Back to QGIS ramblings.
I mentioned in a previous blog post I was doing QGIS support specifically for one company but in reality it’s been about every client where I install QGIS. The one company turned into a retainer where I tested the waters of “can I do this?”. Testing turned into “How fast can I answer a question correctly?” MY retainer was for 10 hours so I hoped that it would lead to 4 questions an hour for 40 questions. I think for this company I ended up with about 20 questions and a lot of zoom discussions. Most questions were simple. Some weren’t. In reality the hardest were data questions and not software issues.
If I look back to my jump into Open Source all new clients get QGIS at the very least. 90% of the problems aren’t QGIS related – it is data problems. Looking back at my career it’s always been data problems with a sprinkling of software.
So if I summarized QGIS Support what would I say? Here are the big QGIS problems taken from about 5 different clients (some were paying for support and some were not):
- People not updating QGIS. The long term release is good for a year. It will probably run for 3 years. UPGRADE AT THE END OF THE YEAR. A lot of good things happens to QGIS from LTR to LTR. You may have a problem and you’re running 3.12 – Update to the Current release.
- Profiles: Sometimes QGIS just acts weird. Sometimes QGIS crashes. QGIS has profiles and you are using the default profile – that doesn’t mean you can’t make another one. Make one. You’d be surprised how much this fixes especially if your old profile gets corrupt.
- Shapefiles: The world runs on shapefiles. What happens when editing is ‘off’? Data isn’t snapping. Editing is slow. Convert it over to Geopackage or Spatialite. Can you still make shapefiles? Of course – just know your data. I think complicated datasets reside in a geopackage/spatialite better than a shapefile.
That pretty much sums it up so far for me. There have been other weird problems and other oddball things – BUT – those three things have fixed a lot of problems very quickly.
You want a fourth thing? Macs. I don’t own a mac. I don’t want to own a mac – no great religious or philosophical reason behind the decision. Of course I’m that person and run Linux on about everything I can just because it works for me. It may not work for you. What I do find is with MAC’s there seems to be a whole level of “Fuzzy” built in because Macs seem to work so well. So I start asking about resources and security and other things and we do a lot of research on the machine that never has problems. If I were to point to one problem with the whole support idea on QGIS for me – I should buy a cheap mac to learn about them…or buy a refurbished one. I need to learn about that side of life – then maybe support gets a little bit better on my end.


● TASK PROMPT
Copy the lines below word for word, skipping any image.

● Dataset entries

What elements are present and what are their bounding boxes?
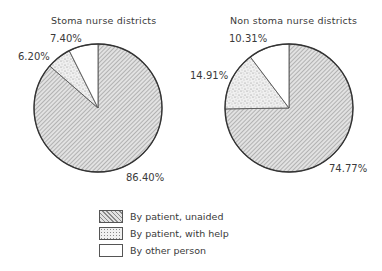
left-label-other: 7.40% — [50, 33, 82, 44]
hatch-swatch-icon — [99, 210, 123, 223]
legend: By patient, unaided By patient, with hel… — [99, 208, 229, 259]
legend-label: By other person — [130, 245, 206, 256]
blank-swatch-icon — [99, 244, 123, 257]
right-label-other: 10.31% — [229, 33, 267, 44]
legend-label: By patient, with help — [130, 228, 229, 239]
left-pie — [34, 44, 162, 172]
right-label-unaided: 74.77% — [329, 163, 367, 174]
legend-item-unaided: By patient, unaided — [99, 208, 229, 225]
right-pie — [225, 44, 353, 172]
left-label-help: 6.20% — [18, 51, 50, 62]
legend-item-with-help: By patient, with help — [99, 225, 229, 242]
right-label-help: 14.91% — [190, 70, 228, 81]
left-label-unaided: 86.40% — [126, 172, 164, 183]
legend-label: By patient, unaided — [130, 211, 223, 222]
stipple-swatch-icon — [99, 227, 123, 240]
legend-item-other-person: By other person — [99, 242, 229, 259]
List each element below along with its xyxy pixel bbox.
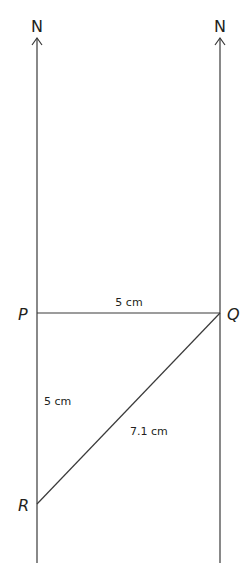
right-north-line bbox=[215, 38, 225, 563]
segment-qr bbox=[37, 313, 220, 504]
bearing-diagram: N N P Q R 5 cm 5 cm 7.1 cm bbox=[0, 0, 251, 588]
north-label-right: N bbox=[214, 17, 226, 36]
measurement-pq: 5 cm bbox=[115, 296, 142, 309]
point-label-p: P bbox=[18, 305, 28, 324]
point-label-r: R bbox=[18, 496, 29, 515]
point-label-q: Q bbox=[227, 305, 240, 324]
left-north-line bbox=[32, 38, 42, 563]
measurement-qr: 7.1 cm bbox=[130, 425, 168, 438]
north-label-left: N bbox=[31, 17, 43, 36]
measurement-pr: 5 cm bbox=[44, 395, 71, 408]
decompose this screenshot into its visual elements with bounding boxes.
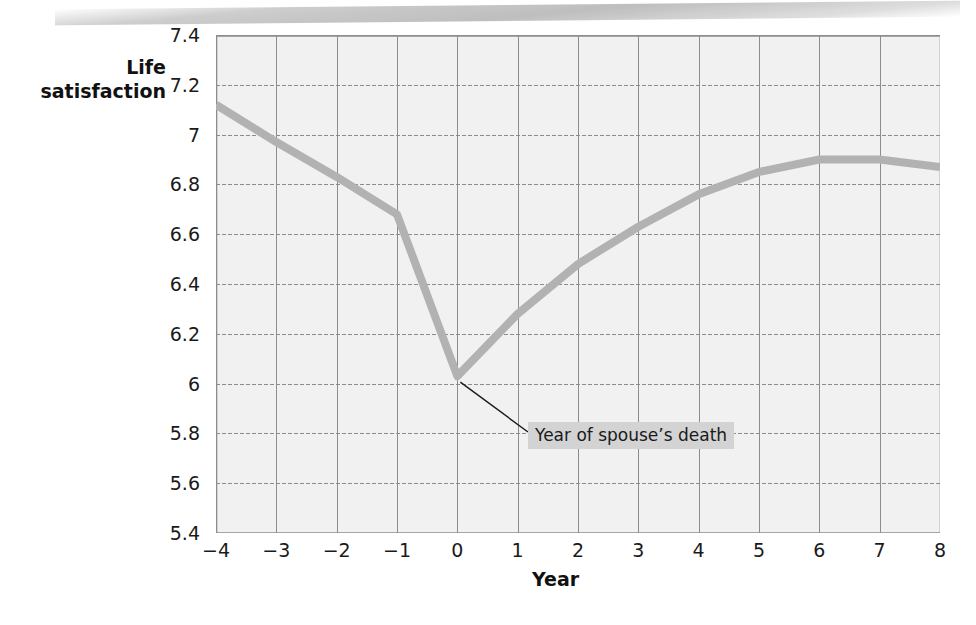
x-tick-label: −3 (254, 541, 298, 560)
y-tick-label: 6.4 (130, 275, 200, 294)
x-tick-label: 6 (797, 541, 841, 560)
x-tick-label: 4 (677, 541, 721, 560)
y-tick-label: 7.4 (130, 26, 200, 45)
y-tick-label: 6.6 (130, 225, 200, 244)
x-tick-label: 3 (616, 541, 660, 560)
y-tick-label: 6.2 (130, 325, 200, 344)
y-tick-label: 5.8 (130, 424, 200, 443)
y-tick-label: 6.8 (130, 175, 200, 194)
decorative-top-bar (55, 1, 960, 26)
plot-area (216, 35, 940, 533)
x-axis-title: Year (532, 568, 579, 590)
chart-container: Life satisfaction 7.47.276.86.66.46.265.… (0, 0, 976, 625)
x-tick-label: 8 (918, 541, 962, 560)
x-tick-label: −1 (375, 541, 419, 560)
y-tick-label: 6 (130, 375, 200, 394)
life-satisfaction-line (216, 35, 940, 533)
x-tick-label: 7 (858, 541, 902, 560)
y-tick-label: 5.6 (130, 474, 200, 493)
y-tick-label: 7.2 (130, 76, 200, 95)
x-tick-label: 5 (737, 541, 781, 560)
x-tick-label: 0 (435, 541, 479, 560)
annotation-label: Year of spouse’s death (528, 422, 734, 449)
x-tick-label: −2 (315, 541, 359, 560)
y-tick-label: 7 (130, 126, 200, 145)
y-tick-label: 5.4 (130, 524, 200, 543)
x-tick-label: −4 (194, 541, 238, 560)
x-tick-label: 1 (496, 541, 540, 560)
x-tick-label: 2 (556, 541, 600, 560)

● RESPONSE TO THIS EXERCISE
What elements are present and what are their bounding boxes?
left-label-other: 7.40% — [50, 33, 82, 44]
hatch-swatch-icon — [99, 210, 123, 223]
legend: By patient, unaided By patient, with hel… — [99, 208, 229, 259]
legend-label: By other person — [130, 245, 206, 256]
blank-swatch-icon — [99, 244, 123, 257]
right-label-other: 10.31% — [229, 33, 267, 44]
legend-label: By patient, with help — [130, 228, 229, 239]
left-pie — [34, 44, 162, 172]
right-label-unaided: 74.77% — [329, 163, 367, 174]
legend-item-unaided: By patient, unaided — [99, 208, 229, 225]
right-pie — [225, 44, 353, 172]
left-label-help: 6.20% — [18, 51, 50, 62]
legend-item-with-help: By patient, with help — [99, 225, 229, 242]
right-label-help: 14.91% — [190, 70, 228, 81]
left-label-unaided: 86.40% — [126, 172, 164, 183]
legend-label: By patient, unaided — [130, 211, 223, 222]
stipple-swatch-icon — [99, 227, 123, 240]
legend-item-other-person: By other person — [99, 242, 229, 259]
List each element below along with its xyxy pixel bbox.
right-north-line bbox=[215, 38, 225, 563]
segment-qr bbox=[37, 313, 220, 504]
bearing-diagram: N N P Q R 5 cm 5 cm 7.1 cm bbox=[0, 0, 251, 588]
north-label-right: N bbox=[214, 17, 226, 36]
measurement-pq: 5 cm bbox=[115, 296, 142, 309]
point-label-p: P bbox=[18, 305, 28, 324]
point-label-r: R bbox=[18, 496, 29, 515]
point-label-q: Q bbox=[227, 305, 240, 324]
left-north-line bbox=[32, 38, 42, 563]
measurement-qr: 7.1 cm bbox=[130, 425, 168, 438]
north-label-left: N bbox=[31, 17, 43, 36]
measurement-pr: 5 cm bbox=[44, 395, 71, 408]
decompose this screenshot into its visual elements with bounding boxes.
x-tick-label: −3 (254, 541, 298, 560)
y-tick-label: 6.4 (130, 275, 200, 294)
x-tick-label: 6 (797, 541, 841, 560)
x-tick-label: 4 (677, 541, 721, 560)
y-tick-label: 7.4 (130, 26, 200, 45)
y-tick-label: 6.6 (130, 225, 200, 244)
x-tick-label: 3 (616, 541, 660, 560)
y-tick-label: 6.2 (130, 325, 200, 344)
y-tick-label: 5.8 (130, 424, 200, 443)
y-tick-label: 6.8 (130, 175, 200, 194)
decorative-top-bar (55, 1, 960, 26)
plot-area (216, 35, 940, 533)
x-axis-title: Year (532, 568, 579, 590)
chart-container: Life satisfaction 7.47.276.86.66.46.265.… (0, 0, 976, 625)
x-tick-label: 8 (918, 541, 962, 560)
x-tick-label: −1 (375, 541, 419, 560)
y-tick-label: 6 (130, 375, 200, 394)
life-satisfaction-line (216, 35, 940, 533)
x-tick-label: 7 (858, 541, 902, 560)
y-tick-label: 5.6 (130, 474, 200, 493)
y-tick-label: 7.2 (130, 76, 200, 95)
x-tick-label: 5 (737, 541, 781, 560)
x-tick-label: 0 (435, 541, 479, 560)
annotation-label: Year of spouse’s death (528, 422, 734, 449)
x-tick-label: −2 (315, 541, 359, 560)
y-tick-label: 7 (130, 126, 200, 145)
y-tick-label: 5.4 (130, 524, 200, 543)
x-tick-label: −4 (194, 541, 238, 560)
x-tick-label: 1 (496, 541, 540, 560)
x-tick-label: 2 (556, 541, 600, 560)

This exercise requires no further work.